By now PC-gaming and console-gaming - which were for a long time quite separate - are more and more similar, with games releasing on both submarkets. This is not a problem per se, but if one submarket gets into trouble it is easy for gamers and devs to jump to the other, as they are both quite similar in gaming choices by now. You already can see it, as some geographical markets (like China and Korea) nearly completely avoid consoles in favor of PC-gaming. In other regions it is the other way around.

The second challenge comes from the mobile area. Given, we have mobile games around for a while, and they are a pretty separate niche. But mobile devices get more powerful and devs more ambitious. The big problem for the mobile market is monetization.
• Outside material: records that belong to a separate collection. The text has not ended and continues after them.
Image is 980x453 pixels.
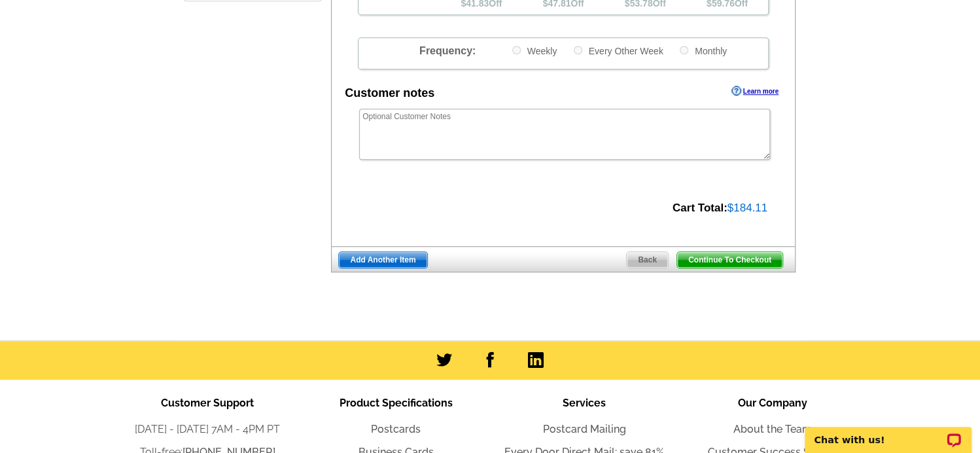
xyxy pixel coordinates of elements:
[738,397,808,409] span: Our Company
[543,423,626,435] a: Postcard Mailing
[563,397,606,409] span: Services
[511,45,558,57] label: Weekly
[339,252,427,268] span: Add Another Item
[161,397,254,409] span: Customer Support
[572,45,663,57] label: Every Other Week
[339,251,427,268] a: Add Another Item
[113,421,302,437] li: [DATE] - [DATE] 7AM - 4PM PT
[627,252,668,268] span: Back
[371,423,421,435] a: Postcards
[732,86,778,96] a: Learn more
[419,45,476,56] span: Frequency:
[626,251,668,268] a: Back
[345,84,435,102] div: Customer notes
[679,45,727,57] label: Monthly
[512,45,521,54] input: Weekly
[797,412,980,453] iframe: LiveChat chat widget
[677,252,783,268] span: Continue To Checkout
[734,423,812,435] a: About the Team
[574,45,583,54] input: Every Other Week
[728,202,767,214] span: $184.11
[680,45,688,54] input: Monthly
[673,202,728,214] strong: Cart Total:
[339,397,453,409] span: Product Specifications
But the biggest challenge ahead is cloud gaming. And that has the potential to completely remodel all other gaming markets. I actually think the Zenimax-acquisition is not so much to fight against Sony and Nintendo, but MS bulking up to fight the cloud-gaming wars.

The thing is, you only can see a consolidation in the console market by ignoring the outside. But the coming changes may destroy the console market completely, more likely though they will transform the role of consoles. And how the current companies will do under these circumstances and if other competitors join under the new possibilities is something that is quite hard to get a grasp on.

Is there going to even be much of a fight for the "streaming wars" because right now it looks like Microsoft is way ahead of anyone else and it looks like the board of directors is all in on becoming the Netflix of gaming, you don't just drop 7.5 billion on a gaming company if it wasn't approved by the top end of MS brass. 

If Sony decides to try to get into an acquistion fight with MS, I think that's going to end badly for them. They don't have the money to spend that MS has and if the XBox division now has the full support of MS to do whatever it takes to get that Netflix of Gaming goal accomplished ... well that could get ugly real fast for Sony.